Go Now: Canyons Resort, Utah
Shred and snack your way across 4,000 acres at this tasty Wasatch Behemoth.
Heading out the door? Read this article on the new Outside+ app available now on iOS devices for members! Download the app.

My delicately paper-wrapped muffin and vanilla latte look so good I’m tempted to snap a photo and post it to Bragbook. Instead I train my phone’s camera on the stuff that will really make my friends back home drool: the seven inches of new snow piling up outside the funky oval windows at Cloud Dine. Then I not-so-delicately unwrap my cinnamon swirl muffin and snarf it. Attempting to ski 4,000 acres in a single day causes one to lose her manners.
It’s midafternoon at Utah’s Canyons Resort and it’s been hurling snow since the night before. We’re taking a breather at Cloud Dine, a smallish café at the intersection of the Dreamcatcher and Dreamscape lifts that, despite its cheesy name, serves some pretty delicious food. (It’s also a few turns away from where the controversial SkiLink gondola—proposed to connect Canyons with neighboring Solitude—could be built.)
Cloud Dine is best described as space-station-chic, with its Deco-esque rounded windows and bold orange-and-blue color scheme. It opened in January 2011 to provide more skier services on a mountain that’s currently Utah’s largest. When Toronto-based real estate firm Talisker bought Canyons in 2008, there were 3,700 acres and only five places to grab a bite on the slopes. “We had our work cut out for us,” says Canyons managing director Mike Goar. “There was all this potential, so we just dove in.”
Today there are 4,000 acres and 18 dining options on-slope and in the village. Talisker also added a new terrain pod—300-acre Iron Mountain—plus four chairlifts, including the continent’s first heated chair, the Orange Bubble Express.
With a.m. temps in the mid-teens on our second day on the hill, a ride on the toasty Orange Bubble is welcome. It’s one of two feeder lifts that ferry skiers out of the village. (The other is Red Pine gondola.) It also accesses the original bones of the resort: the old Park West terrain that opened in 1968 with 1,400 acres, three chairs, and $4.50 lift tickets.
We head there first and it pays off. This is one of the best—and most overlooked—areas of the mountain. The pitchy groomers beneath the Sun Peak Express ride like banked roller coasters. Off Super Condor, short, staccato double blacks spit down through the trees—Lone Pine, Yard Sale, After Shock—some bumpy, some just steep. We lap the Super Condor until our ski legs are no longer eager. Lunchtime.
Perhaps inspired by the breadth of dining options at neighboring Deer Valley, Canyons seems out to prove that food is more than just fuel. The resort’s 18 food outlets are overseen by head chef Zeke Wray, a recent replacement for locavore rock star John Murcko, who left last summer to take the culinary helm at Sun Valley. Wray is no newbie, though. He’s been with Talisker for six years and is the brainpower behind the resort’s newest gustatory standout, The Bistro, ski country’s only Kosher restaurant, which opened to excited reviews last season.

But we’re hitting Lookout Cabin for lunch. Lookout is the only building from the Park West era still standing, but the menu belies its modest facade. Smoked Utah trout salad with avocado-citrus vinaigrette is light but satisfying. And the Wagyu beef burger, locally raised, topped with crispy onions, peppered bacon, and creamy smoked gouda, totally nails it.
We eat, ski, then eat some more, sliding up to Bruges Waffles about 2 p.m. for some flaky, crunchy goodness drizzled with crème fraîche or warm Belgian chocolate sauce. Fuel in the tank, we continue to Iron Mountain’s otherworldly tapestry of blues and blacks, where tame but fun cruisers spill down the brush-covered mountainside. Our final runs are fast, carefree, and completely empty. The benefits of being big. Spent, we snag a few chairs on the deck of the Euro-style Umbrella Bar in the village and peruse the menu of snacks (specialty hot dogs, burgers, homemade chili, seasoned fries) and list of local microbrews.
Did we ski 4,000 acres over the past two days? Pretty close. Did we eat 4,000 calories? For sure. Tomorrow we’ll hit the blacks and double blacks off Ninety-Nine 90, where there’s guaranteed to be fresh hiding in the glades off Charlie Brown and Red Pine Chutes. That’s the easy part. Where to eat lunch? Now that’s a far tougher decision.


*Your task*. Across the records that follow, determine how many lines contain "side" and give only the resulting number.

[Material provided Boundary: Start]

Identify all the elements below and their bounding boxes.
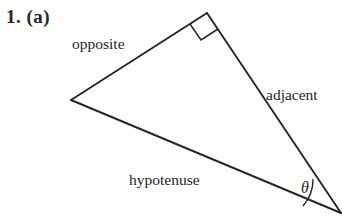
right-triangle-diagram — [0, 0, 342, 222]
label-adjacent: adjacent — [266, 87, 318, 103]
side-hypotenuse-line — [71, 100, 341, 213]
right-angle-marker — [190, 24, 218, 40]
label-opposite: opposite — [72, 36, 125, 52]
side-opposite-line — [71, 13, 207, 100]
figure-canvas: 1. (a) opposite adjacent hypotenuse θ — [0, 0, 342, 222]
label-theta-angle: θ — [301, 180, 309, 196]
problem-number: 1. (a) — [6, 7, 50, 26]
side-adjacent-line — [207, 13, 341, 213]
label-hypotenuse: hypotenuse — [129, 172, 200, 188]
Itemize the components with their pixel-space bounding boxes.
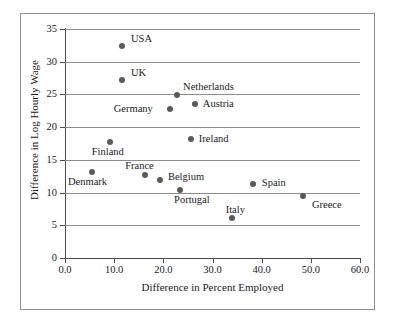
gridline [65, 29, 360, 30]
y-tick-mark [60, 225, 65, 226]
gridline [65, 62, 360, 63]
x-tick-mark [65, 258, 66, 263]
y-axis-title: Difference in Log Hourly Wage [28, 35, 40, 225]
data-point-marker[interactable] [177, 187, 183, 193]
x-tick-mark [114, 258, 115, 263]
y-tick-mark [60, 29, 65, 30]
x-tick-label: 40.0 [245, 264, 279, 276]
y-tick-mark [60, 160, 65, 161]
data-point-marker[interactable] [142, 172, 148, 178]
x-tick-label: 50.0 [294, 264, 328, 276]
data-point-label: Netherlands [183, 81, 234, 92]
data-point-marker[interactable] [119, 43, 125, 49]
data-point-marker[interactable] [250, 181, 256, 187]
scatter-chart-figure: 05101520253035 0.010.020.030.040.050.060… [0, 0, 396, 325]
x-tick-mark [213, 258, 214, 263]
data-point-label: Ireland [199, 133, 229, 144]
data-point-marker[interactable] [188, 136, 194, 142]
data-point-label: Finland [92, 146, 124, 157]
gridline [65, 193, 360, 194]
x-axis-title: Difference in Percent Employed [65, 281, 360, 293]
data-point-marker[interactable] [192, 101, 198, 107]
y-tick-mark [60, 193, 65, 194]
x-tick-mark [311, 258, 312, 263]
y-tick-mark [60, 94, 65, 95]
data-point-marker[interactable] [107, 139, 113, 145]
x-tick-label: 20.0 [146, 264, 180, 276]
y-tick-mark [60, 127, 65, 128]
data-point-label: Spain [262, 177, 286, 188]
y-tick-label: 35 [31, 23, 57, 34]
gridline [65, 127, 360, 128]
x-tick-label: 30.0 [196, 264, 230, 276]
x-tick-mark [163, 258, 164, 263]
data-point-marker[interactable] [167, 106, 173, 112]
y-tick-mark [60, 62, 65, 63]
y-tick-label: 0 [31, 252, 57, 263]
data-point-marker[interactable] [157, 177, 163, 183]
data-point-label: Portugal [174, 194, 210, 205]
x-tick-mark [262, 258, 263, 263]
data-point-label: Belgium [168, 171, 204, 182]
data-point-label: Greece [312, 199, 342, 210]
x-tick-label: 60.0 [343, 264, 377, 276]
data-point-label: France [125, 160, 154, 171]
x-tick-label: 10.0 [97, 264, 131, 276]
data-point-label: USA [131, 33, 152, 44]
data-point-marker[interactable] [229, 215, 235, 221]
data-point-label: UK [131, 67, 146, 78]
x-tick-mark [360, 258, 361, 263]
data-point-marker[interactable] [300, 193, 306, 199]
data-point-label: Italy [226, 204, 245, 215]
x-tick-label: 0.0 [48, 264, 82, 276]
data-point-label: Austria [203, 98, 234, 109]
gridline [65, 160, 360, 161]
gridline [65, 225, 360, 226]
gridline [65, 94, 360, 95]
data-point-label: Germany [114, 103, 153, 114]
data-point-label: Denmark [68, 176, 107, 187]
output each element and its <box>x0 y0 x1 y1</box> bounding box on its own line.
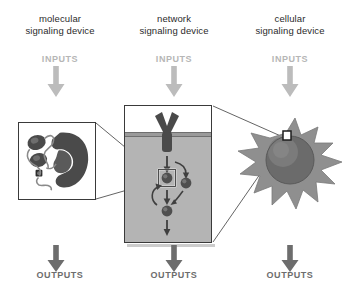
signaling-network-panel <box>124 105 212 243</box>
outputs-label-network: OUTPUTS <box>118 270 230 280</box>
outputs-label-cellular: OUTPUTS <box>237 270 343 280</box>
signaling-devices-figure: molecular signaling device network signa… <box>0 0 348 291</box>
zoom-selection-square <box>283 131 291 140</box>
protein-structure-box <box>18 122 96 200</box>
nucleus-sphere <box>266 136 314 184</box>
cell-illustration <box>232 110 348 222</box>
receptor-icon <box>155 112 179 152</box>
outputs-label-molecular: OUTPUTS <box>5 270 115 280</box>
outputs-arrow-network <box>163 245 185 273</box>
outputs-arrow-molecular <box>45 245 67 273</box>
outputs-arrow-cellular <box>279 245 301 273</box>
signaling-cascade-diagram <box>125 106 212 243</box>
protein-structure-icon <box>19 123 95 199</box>
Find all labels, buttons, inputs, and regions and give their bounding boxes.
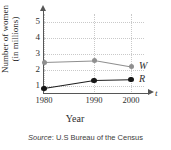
x-axis-symbol-label: t — [155, 88, 158, 98]
source-caption: Source: U.S Bureau of the Census — [0, 133, 171, 142]
x-axis-line — [43, 93, 149, 94]
y-tick-label: 1 — [27, 80, 40, 90]
y-axis-title-line2: (in millions) — [10, 17, 20, 62]
gridline-horizontal — [44, 38, 144, 39]
gridline-vertical — [44, 14, 45, 92]
x-tick-label: 2000 — [116, 95, 146, 105]
x-axis-arrow — [148, 89, 154, 95]
x-tick-label: 1990 — [79, 95, 109, 105]
x-axis-title: Year — [0, 113, 150, 124]
chart-figure: Number of women (in millions) 12345 t Ye… — [0, 0, 171, 150]
source-text: : U.S Bureau of the Census — [52, 133, 143, 142]
gridline-horizontal — [44, 70, 144, 71]
data-point-w — [92, 58, 97, 63]
x-tick-label: 1980 — [29, 95, 59, 105]
series-label-r: R — [139, 73, 145, 84]
y-tick-label: 2 — [27, 64, 40, 74]
y-tick-labels: 12345 — [27, 0, 40, 150]
data-point-r — [41, 86, 46, 91]
data-point-w — [42, 60, 47, 65]
source-prefix: Source — [28, 133, 52, 142]
data-point-r — [91, 78, 96, 83]
y-axis-title-line1: Number of women — [0, 5, 10, 73]
y-tick-label: 3 — [27, 48, 40, 58]
gridline-horizontal — [44, 22, 144, 23]
y-tick-label: 4 — [27, 32, 40, 42]
series-label-w: W — [139, 60, 147, 71]
gridline-horizontal — [44, 54, 144, 55]
y-axis-line — [43, 10, 44, 94]
y-tick-label: 5 — [27, 16, 40, 26]
data-point-r — [128, 77, 133, 82]
y-axis-arrow — [40, 5, 46, 11]
y-axis-title: Number of women (in millions) — [0, 0, 25, 82]
data-point-w — [129, 64, 134, 69]
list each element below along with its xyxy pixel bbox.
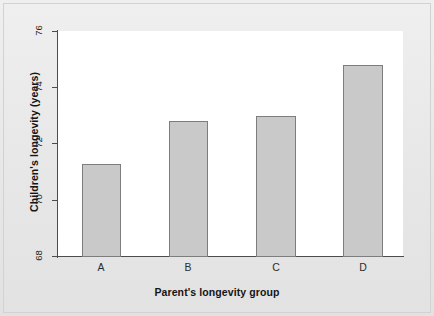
- bar-C: [256, 116, 296, 257]
- bar-D: [343, 65, 383, 257]
- x-tick-label-C: C: [256, 261, 296, 273]
- y-tick-mark-70: [52, 200, 58, 201]
- y-axis-title: Children's longevity (years): [28, 32, 40, 252]
- bar-A: [82, 164, 121, 257]
- figure-container: 76 74 72 70 68 A B C D Parent's longevit…: [0, 0, 434, 316]
- y-tick-mark-74: [52, 87, 58, 88]
- x-tick-label-A: A: [81, 261, 121, 273]
- y-tick-mark-72: [52, 143, 58, 144]
- x-tick-label-D: D: [343, 261, 383, 273]
- y-tick-mark-76: [52, 31, 58, 32]
- y-axis-line: [57, 30, 58, 258]
- y-tick-mark-68: [52, 256, 58, 257]
- x-tick-label-B: B: [168, 261, 208, 273]
- x-axis-title: Parent's longevity group: [0, 286, 434, 298]
- bar-B: [169, 121, 208, 257]
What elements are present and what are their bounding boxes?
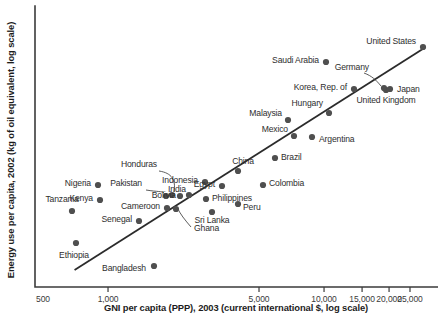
data-point-united-states (420, 44, 426, 50)
point-label-china: China (232, 156, 254, 166)
point-label-ethiopia: Ethiopia (59, 250, 89, 260)
data-point-philippines (203, 196, 209, 202)
data-point-bangladesh (151, 263, 157, 269)
data-point-korea-rep-of (351, 86, 357, 92)
data-point-colombia (260, 182, 266, 188)
point-labels: EthiopiaTanzaniaNigeriaKenyaBangladeshSe… (45, 36, 420, 273)
point-label-bangladesh: Bangladesh (102, 263, 146, 273)
point-label-india: India (168, 184, 186, 194)
point-label-honduras: Honduras (121, 159, 157, 169)
point-label-malaysia: Malaysia (249, 108, 282, 118)
scatter-plot: 5001,0005,00010,00015,00020,00025,000 Et… (0, 0, 438, 331)
data-point-japan (387, 86, 393, 92)
point-label-japan: Japan (397, 84, 420, 94)
data-point-mexico (291, 133, 297, 139)
data-point-tanzania (69, 208, 75, 214)
data-point-nigeria (95, 182, 101, 188)
point-label-korea-rep-of: Korea, Rep. of (294, 82, 348, 92)
point-label-saudi-arabia: Saudi Arabia (272, 55, 319, 65)
data-point-senegal (136, 218, 142, 224)
x-tick-label-25000: 25,000 (397, 294, 423, 304)
point-label-colombia: Colombia (269, 178, 304, 188)
point-label-pakistan: Pakistan (110, 178, 142, 188)
x-axis-title: GNI per capita (PPP), 2003 (current inte… (104, 302, 368, 313)
point-label-cameroon: Cameroon (121, 201, 160, 211)
data-point-ghana (173, 206, 179, 212)
point-label-senegal: Senegal (102, 214, 133, 224)
point-label-kenya: Kenya (69, 193, 93, 203)
data-point-hungary (326, 110, 332, 116)
data-point-china (235, 168, 241, 174)
y-axis-title: Energy use per capita, 2002 (kg of oil e… (5, 22, 16, 279)
x-tick-label-500: 500 (36, 294, 50, 304)
data-point-germany (381, 85, 387, 91)
ghana-leader (177, 207, 191, 227)
point-label-peru: Peru (243, 202, 261, 212)
data-point-egypt (219, 183, 225, 189)
point-label-hungary: Hungary (292, 98, 324, 108)
data-point-argentina (309, 134, 315, 140)
axes (35, 6, 438, 292)
chart-figure: 5001,0005,00010,00015,00020,00025,000 Et… (0, 0, 438, 331)
data-point-india (186, 192, 192, 198)
point-label-sri-lanka: Sri Lanka (195, 215, 230, 225)
point-label-argentina: Argentina (319, 134, 355, 144)
point-label-united-kingdom: United Kingdom (356, 95, 415, 105)
data-point-kenya (97, 197, 103, 203)
data-point-saudi-arabia (323, 59, 329, 65)
point-label-united-states: United States (366, 36, 416, 46)
point-label-germany: Germany (335, 62, 370, 72)
axis-lines (35, 6, 438, 287)
point-label-egypt: Egypt (194, 179, 216, 189)
point-label-mexico: Mexico (262, 124, 289, 134)
point-label-brazil: Brazil (281, 152, 302, 162)
data-point-ethiopia (73, 240, 79, 246)
data-point-malaysia (285, 117, 291, 123)
data-point-brazil (272, 155, 278, 161)
point-label-nigeria: Nigeria (65, 178, 92, 188)
data-point-cameroon (164, 205, 170, 211)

[Material provided Boundary: End]

*Response area*. 3